Petrobras announced it would refund the difference between auction prices and import parity pricing (PPI) published by the National Petroleum Agency for March 23-27, calculated at R$50.67 per cylinder for Suape and R$51.40 for Santos. Industry sources indicate this reimbursement represents roughly 35% of total premiums paid, equivalent to approximately R$700 per tonne. The Brazilian LPG Retailers Association (Abragás) reported distributors initially passed through R$7 per cylinder increases to resellers, but subsequent reductions amounted to only R$1.35-R$1.47, representing less than 20% of the auction-driven cost increase.
Presidential Decree 12.930/2026, published April 15, established R$850 per tonne import subsidies with a R$330 million program cap, but limited eligibility to deliveries between April 7 and May 31. This timeframe excludes the March 31 auction volumes entirely. Petrobras stated it is evaluating adhesion to the subsidy program under Provisional Measure 1.349, which would provide R$11.05 per 13-kilogram cylinder in additional relief if approved and applied. The company has begun crediting PPI-based refunds against distributor invoices since April 13, though it maintains existing auction methodologies will continue unchanged as the measure addresses emergency conditions.

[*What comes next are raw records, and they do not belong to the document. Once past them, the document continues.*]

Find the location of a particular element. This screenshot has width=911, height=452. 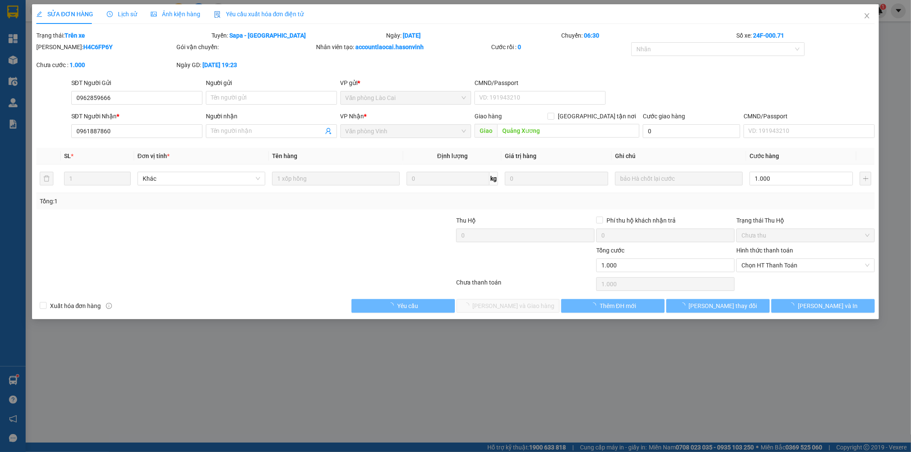

span: Tên hàng is located at coordinates (285, 156). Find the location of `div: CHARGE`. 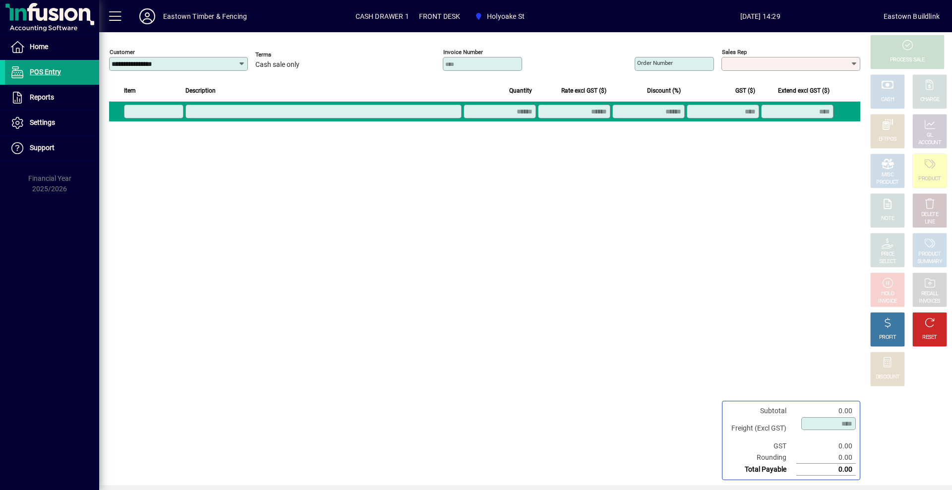

div: CHARGE is located at coordinates (929, 100).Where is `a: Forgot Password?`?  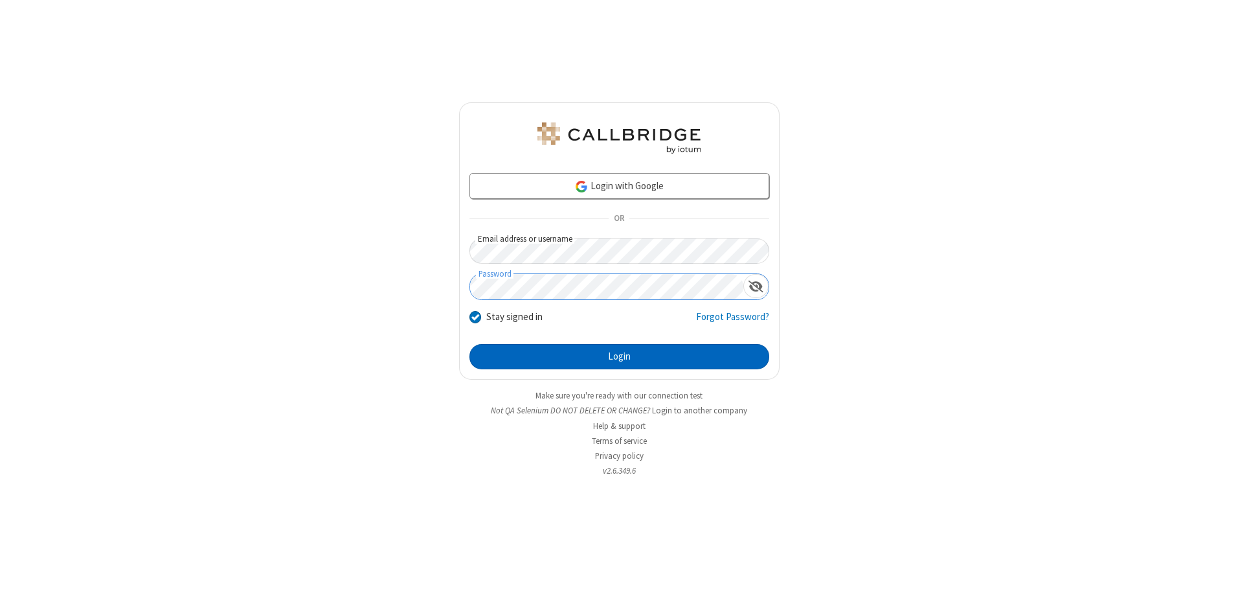
a: Forgot Password? is located at coordinates (732, 322).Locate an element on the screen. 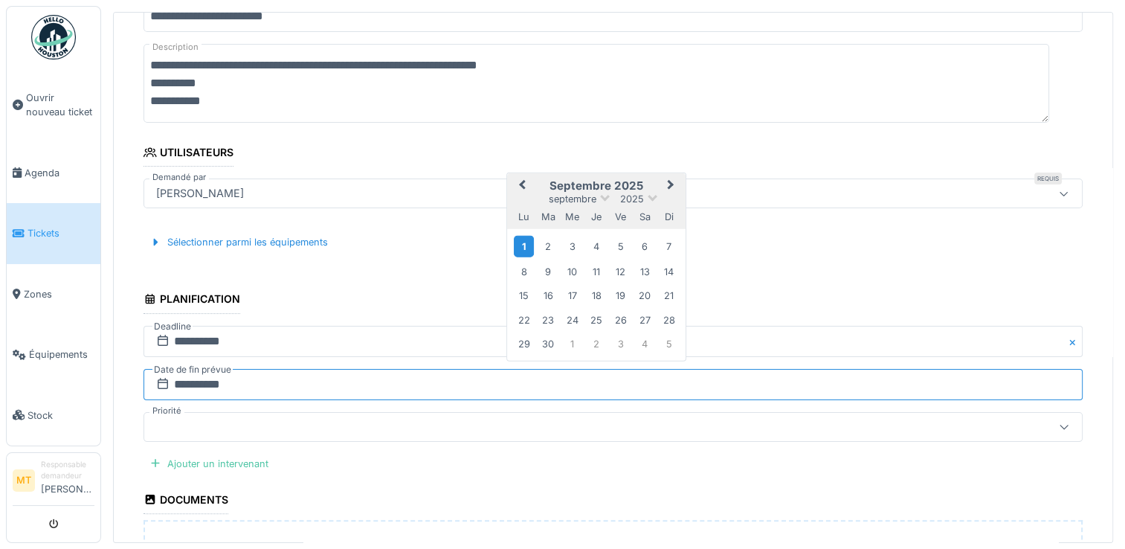 This screenshot has height=549, width=1125. label: Deadline is located at coordinates (173, 327).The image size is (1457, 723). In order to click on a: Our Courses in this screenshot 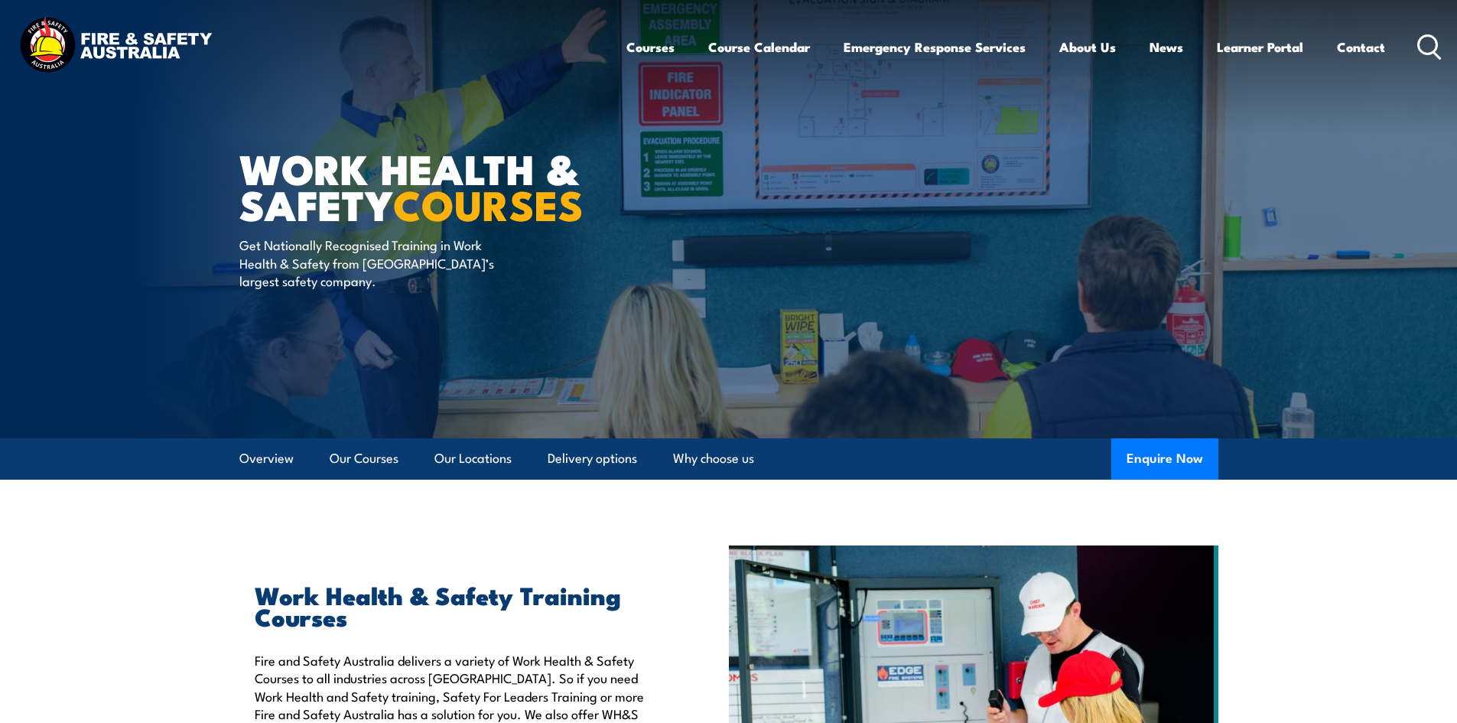, I will do `click(364, 458)`.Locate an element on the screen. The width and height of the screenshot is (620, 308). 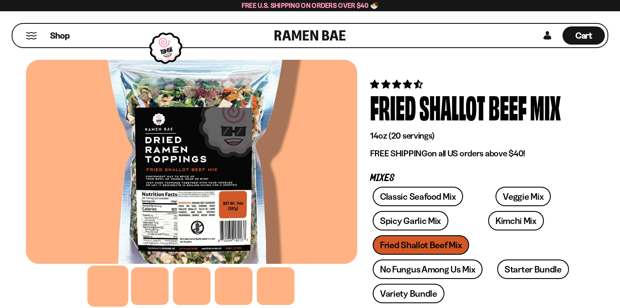
a: Spicy Garlic Mix is located at coordinates (411, 220).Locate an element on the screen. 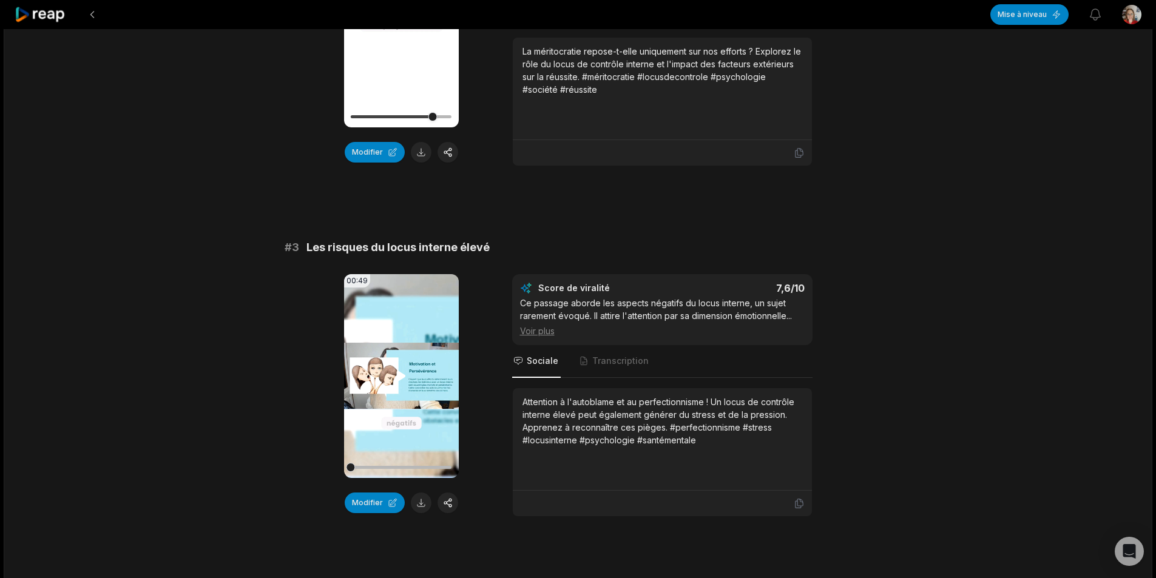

The National LPG Distributors Union (Sindigás) emphasized the refund does not constitute auction cancellation or full price normalization, but rather partial adjustment. Distributors participating in the auction face losing approximately R$16 per cylinder in unreimbursed premiums beyond PPI levels, as the subsidy program timing excludes their elevated procurement costs. Separately, the Mataripe refinery in Bahia implemented a 15.3% LPG price increase effective April 1, coinciding with the auction controversy.
This article was curated and published as part of our South American energy market coverage.